Research commissioned by lobby group EFPIA shows Germany, Belgium and France will be among those hit hardest if the Commission’s proposals go ahead. In total, R&D would be cut by €2B per annum
The European Federation of Pharmaceutical Industries and Associations (EFPIA) is keeping up the pressure over the Commission’s pharmaceutical legislation, publishing a new assessment in which it concludes the draft proposals would hasten the existing trend which has seen Europe’s position in pharma R&D investment deteriorate in comparison to the US, China and Japan.
The science base in almost all member states would be affected, with Germany set to be hit hardest, losing around €626 million every year. Belgium would miss out on R&D projects worth €381million and France €326 million.
The data shows that the Commission’s proposals to reduce regulatory data protection which EFPIA says is, “a vital component of intellectual property, for a large number of breakthrough medicines,” will reduce the incentive for companies to invest in this type of drug by 55% in Europe over the next 15 years.
This translates into “a significant impact on European innovation and competitiveness,” EFPIA says, with the Commission proposals expected to escalate a trend which has already seen Europe lose a quarter of its global R&D investment in the last 20 years.
Unless the proposals change, Europe’s share of global R&D investment is predicted to further reduce by a third, from 32% of global R&D expenditure, to 21% by 2040. That equates to €2 billion in lost R&D investments each year.
Overall, one in five drug development programmes that depend on regulatory data protection would no longer be economically viable in Europe. That means development of around 50 out of 225 expected new treatments would be foregone over the next 15 years.
Biotech SMEs would be most impacted by the proposals, worsening a situation which is already seeing Europe’s biotech base move to the more predictable financial ecosystems in the US and China.
The European Commission is also proposing to change the incentives for orphan drugs, which EFPIA says will disproportionately hit research for the 1.5 million patients with a rare disease, leading to loss of 45 orphan drug programmes.
Additional EFPIA research suggests that proposed tightening of the definition of ‘unmet medical need’ means that only 18% of recently developed products would meet the criteria, with a heavy impact felt in areas including cardiovascular disease, diabetes and HIV.
In 2010, Europe accounted for 37% of global R&D; by 2020 that had dropped to 32%. This latest research suggests this will fall to 25% by 2030, and by 2040 to just 21% of research and development activity compared with the other regions. Meanwhile, China’s contribution is expected to leap from 2% in 2010 to 17% in 2040.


**TASK INSTRUCTIONS:** Please show every line in the entries below that includes the word "rotten".
(RECORDS SUPPLIED begins)
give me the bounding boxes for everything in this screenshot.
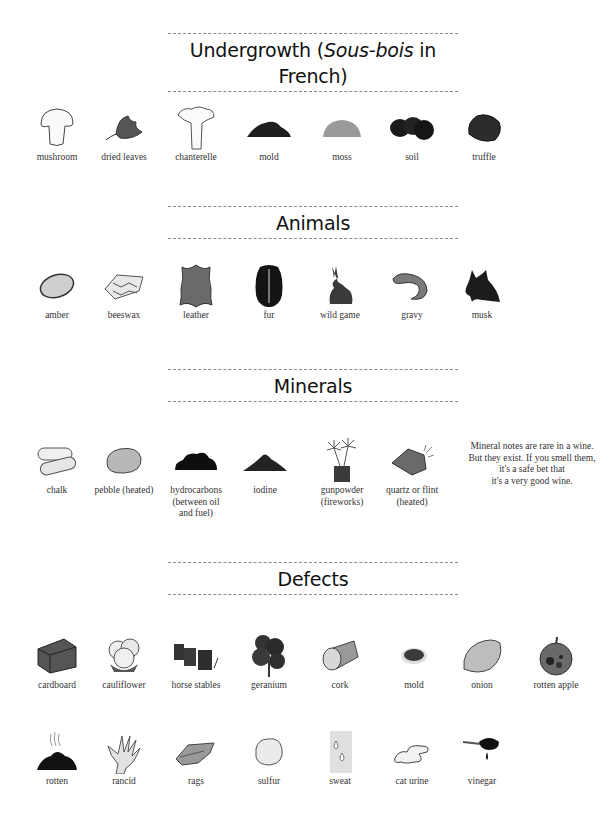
section-title-animals: Animals — [168, 207, 458, 238]
minerals-note: Mineral notes are rare in a wine. But th… — [452, 441, 612, 487]
aroma-item-wild-game: wild game — [304, 262, 376, 322]
fur-icon — [233, 262, 305, 310]
section-header-undergrowth: Undergrowth (Sous-bois in French) — [168, 33, 458, 92]
aroma-item-rancid: rancid — [88, 728, 160, 788]
chanterelle-icon — [160, 104, 232, 152]
aroma-item-leather: leather — [160, 262, 232, 322]
truffle-icon — [448, 104, 520, 152]
mold-pile-icon — [233, 104, 305, 152]
aroma-item-gunpowder: gunpowder(fireworks) — [306, 437, 378, 508]
cork-icon — [304, 632, 376, 680]
hydrocarbons-icon — [160, 437, 232, 485]
beeswax-icon — [88, 262, 160, 310]
rotten-apple-icon — [520, 632, 592, 680]
amber-icon — [21, 262, 93, 310]
aroma-item-rags: rags — [160, 728, 232, 788]
dashed-divider — [168, 91, 458, 92]
aroma-item-geranium: geranium — [233, 632, 305, 692]
aroma-item-quartz-flint: quartz or flint(heated) — [376, 437, 448, 508]
aroma-item-cork: cork — [304, 632, 376, 692]
aroma-item-mold: mold — [233, 104, 305, 164]
label-quartz-flint: quartz or flint(heated) — [376, 485, 448, 508]
aroma-item-sulfur: sulfur — [233, 728, 305, 788]
section-header-defects: Defects — [168, 562, 458, 595]
aroma-item-cat-urine: cat urine — [376, 728, 448, 788]
onion-icon — [446, 632, 518, 680]
moss-icon — [306, 104, 378, 152]
aroma-item-beeswax: beeswax — [88, 262, 160, 322]
section-title-defects: Defects — [168, 563, 458, 594]
soil-icon — [376, 104, 448, 152]
dashed-divider — [168, 401, 458, 402]
label-gunpowder: gunpowder(fireworks) — [306, 485, 378, 508]
aroma-item-chanterelle: chanterelle — [160, 104, 232, 164]
aroma-item-rotten-apple: rotten apple — [520, 632, 592, 692]
aroma-item-amber: amber — [21, 262, 93, 322]
section-title-undergrowth: Undergrowth (Sous-bois in French) — [168, 34, 458, 91]
section-title-minerals: Minerals — [168, 370, 458, 401]
aroma-item-mold-defect: mold — [378, 632, 450, 692]
aroma-item-fur: fur — [233, 262, 305, 322]
gravy-icon — [376, 262, 448, 310]
aroma-item-truffle: truffle — [448, 104, 520, 164]
section-header-minerals: Minerals — [168, 369, 458, 402]
mushroom-icon — [21, 104, 93, 152]
aroma-item-chalk: chalk — [21, 437, 93, 497]
sulfur-icon — [233, 728, 305, 776]
sweat-drops-icon — [304, 728, 376, 776]
aroma-item-cardboard: cardboard — [21, 632, 93, 692]
horse-stables-icon — [160, 632, 232, 680]
aroma-item-pebble: pebble (heated) — [88, 437, 160, 497]
section-header-animals: Animals — [168, 206, 458, 239]
geranium-icon — [233, 632, 305, 680]
aroma-item-onion: onion — [446, 632, 518, 692]
flint-icon — [376, 437, 448, 485]
rags-icon — [160, 728, 232, 776]
aroma-item-musk: musk — [446, 262, 518, 322]
dashed-divider — [168, 594, 458, 595]
aroma-item-gravy: gravy — [376, 262, 448, 322]
label-hydrocarbons: hydrocarbons(between oiland fuel) — [160, 485, 232, 520]
aroma-item-rotten: rotten — [21, 728, 93, 788]
rabbit-icon — [304, 262, 376, 310]
rotten-pile-icon — [21, 728, 93, 776]
pebble-icon — [88, 437, 160, 485]
leather-icon — [160, 262, 232, 310]
chalk-icon — [21, 437, 93, 485]
vinegar-spoon-icon — [446, 728, 518, 776]
aroma-item-cauliflower: cauliflower — [88, 632, 160, 692]
aroma-item-horse-stables: horse stables — [160, 632, 232, 692]
aroma-item-mushroom: mushroom — [21, 104, 93, 164]
aroma-item-dried-leaves: dried leaves — [88, 104, 160, 164]
dried-leaves-icon — [88, 104, 160, 152]
aroma-item-vinegar: vinegar — [446, 728, 518, 788]
mold-spot-icon — [378, 632, 450, 680]
cat-urine-icon — [376, 728, 448, 776]
aroma-item-soil: soil — [376, 104, 448, 164]
musk-animal-icon — [446, 262, 518, 310]
aroma-item-moss: moss — [306, 104, 378, 164]
aroma-item-iodine: iodine — [229, 437, 301, 497]
aroma-item-hydrocarbons: hydrocarbons(between oiland fuel) — [160, 437, 232, 520]
cardboard-box-icon — [21, 632, 93, 680]
rancid-hand-icon — [88, 728, 160, 776]
aroma-item-sweat: sweat — [304, 728, 376, 788]
dashed-divider — [168, 238, 458, 239]
fireworks-icon — [306, 437, 378, 485]
cauliflower-icon — [88, 632, 160, 680]
iodine-icon — [229, 437, 301, 485]
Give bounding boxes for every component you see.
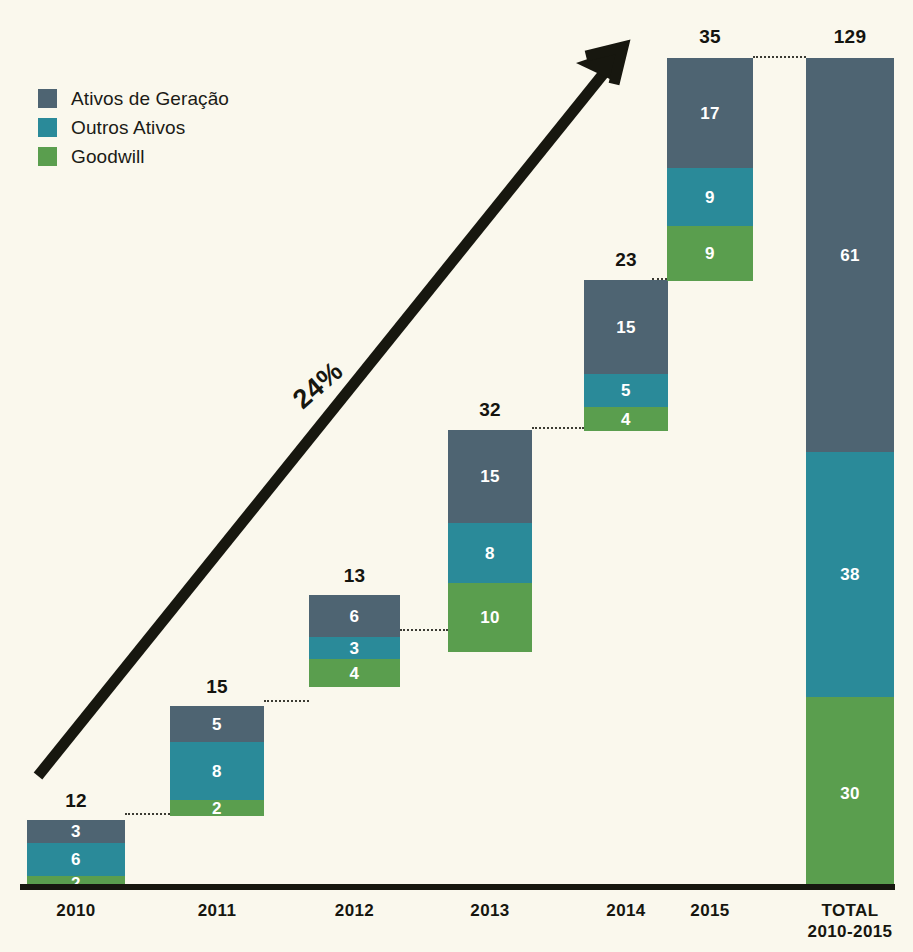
- plot-area: 12 3 6 2 15 5 8: [0, 0, 913, 890]
- bar-stack-2012: 6 3 4: [309, 595, 400, 687]
- connector-2013-2014: [532, 427, 584, 429]
- axis-tick-total: TOTAL 2010-2015: [800, 900, 900, 943]
- segment-value: 15: [616, 319, 636, 336]
- bar-group-2012: 13 6 3 4: [309, 595, 400, 890]
- segment-value: 3: [350, 640, 360, 657]
- segment-value: 2: [212, 800, 222, 817]
- segment-2015-outros-ativos: 9: [667, 168, 753, 226]
- segment-total-ativos-de-geracao: 61: [806, 58, 894, 452]
- growth-rate-label: 24%: [287, 356, 349, 416]
- segment-value: 8: [485, 545, 495, 562]
- axis-tick-2012: 2012: [309, 900, 400, 921]
- bar-stack-2015: 17 9 9: [667, 58, 753, 281]
- segment-2014-outros-ativos: 5: [584, 374, 668, 407]
- segment-value: 8: [212, 763, 222, 780]
- axis-tick-label-text: 2012: [335, 901, 374, 920]
- segment-value: 17: [700, 105, 720, 122]
- segment-2010-ativos-de-geracao: 3: [27, 820, 125, 843]
- axis-tick-2014: 2014: [584, 900, 668, 921]
- bar-group-2015: 35 17 9 9: [667, 58, 753, 890]
- bar-stack-2011: 5 8 2: [170, 706, 264, 816]
- segment-2012-goodwill: 4: [309, 659, 400, 687]
- segment-value: 61: [840, 247, 860, 264]
- bar-total-2013: 32: [448, 399, 532, 421]
- segment-value: 9: [705, 245, 715, 262]
- segment-value: 3: [71, 823, 81, 840]
- bar-stack-total: 61 38 30: [806, 58, 894, 890]
- segment-2013-ativos-de-geracao: 15: [448, 430, 532, 523]
- segment-2013-outros-ativos: 8: [448, 523, 532, 583]
- axis-tick-label-text: 2015: [690, 901, 729, 920]
- bar-total-2015: 35: [667, 26, 753, 48]
- segment-total-outros-ativos: 38: [806, 452, 894, 697]
- bar-total-2010: 12: [27, 790, 125, 812]
- segment-2014-goodwill: 4: [584, 407, 668, 431]
- bar-group-2010: 12 3 6 2: [27, 820, 125, 890]
- segment-value: 30: [840, 785, 860, 802]
- connector-2012-2013: [400, 629, 448, 631]
- segment-2013-goodwill: 10: [448, 583, 532, 652]
- segment-2012-ativos-de-geracao: 6: [309, 595, 400, 637]
- segment-value: 6: [350, 608, 360, 625]
- segment-2011-ativos-de-geracao: 5: [170, 706, 264, 742]
- stacked-bar-chart: Ativos de Geração Outros Ativos Goodwill…: [0, 0, 913, 952]
- axis-tick-2011: 2011: [170, 900, 264, 921]
- bar-group-2013: 32 15 8 10: [448, 430, 532, 890]
- axis-tick-label-text: 2011: [198, 901, 236, 920]
- segment-2014-ativos-de-geracao: 15: [584, 280, 668, 374]
- bar-total-2011: 15: [170, 676, 264, 698]
- bar-total-2012: 13: [309, 565, 400, 587]
- connector-2015-total: [753, 56, 806, 58]
- segment-2012-outros-ativos: 3: [309, 637, 400, 659]
- axis-tick-label-text: TOTAL: [821, 901, 878, 920]
- segment-2011-outros-ativos: 8: [170, 742, 264, 800]
- axis-tick-label-text: 2013: [470, 901, 509, 920]
- segment-value: 38: [840, 566, 860, 583]
- bar-stack-2014: 15 5 4: [584, 280, 668, 431]
- segment-value: 10: [480, 609, 500, 626]
- segment-value: 5: [621, 382, 631, 399]
- bar-total-total: 129: [806, 26, 894, 48]
- bar-group-2014: 23 15 5 4: [584, 280, 668, 890]
- bar-group-2011: 15 5 8 2: [170, 706, 264, 890]
- segment-value: 6: [71, 851, 81, 868]
- axis-tick-sublabel-text: 2010-2015: [800, 921, 900, 942]
- axis-tick-label-text: 2014: [606, 901, 645, 920]
- segment-total-goodwill: 30: [806, 697, 894, 890]
- segment-value: 5: [212, 716, 222, 733]
- bar-stack-2013: 15 8 10: [448, 430, 532, 652]
- segment-value: 15: [480, 468, 500, 485]
- axis-tick-label-text: 2010: [56, 901, 95, 920]
- axis-tick-2015: 2015: [667, 900, 753, 921]
- segment-value: 4: [350, 665, 360, 682]
- bar-group-total: 129 61 38 30: [806, 58, 894, 890]
- segment-value: 4: [621, 411, 631, 428]
- connector-2011-2012: [264, 700, 309, 702]
- axis-tick-2013: 2013: [448, 900, 532, 921]
- segment-2010-outros-ativos: 6: [27, 843, 125, 876]
- x-axis-line: [20, 884, 895, 890]
- bar-stack-2010: 3 6 2: [27, 820, 125, 890]
- segment-value: 9: [705, 189, 715, 206]
- segment-2011-goodwill: 2: [170, 800, 264, 816]
- segment-2015-ativos-de-geracao: 17: [667, 58, 753, 168]
- connector-2010-2011: [125, 813, 170, 815]
- axis-tick-2010: 2010: [27, 900, 125, 921]
- bar-total-2014: 23: [584, 249, 668, 271]
- segment-2015-goodwill: 9: [667, 226, 753, 281]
(RECORDS SUPPLIED ends)
**EXPECTED ANSWER:**
rotten-apple-icon — [520, 632, 592, 680]
aroma-item-rotten-apple: rotten apple — [520, 632, 592, 692]
aroma-item-rotten: rotten — [21, 728, 93, 788]
rotten-pile-icon — [21, 728, 93, 776]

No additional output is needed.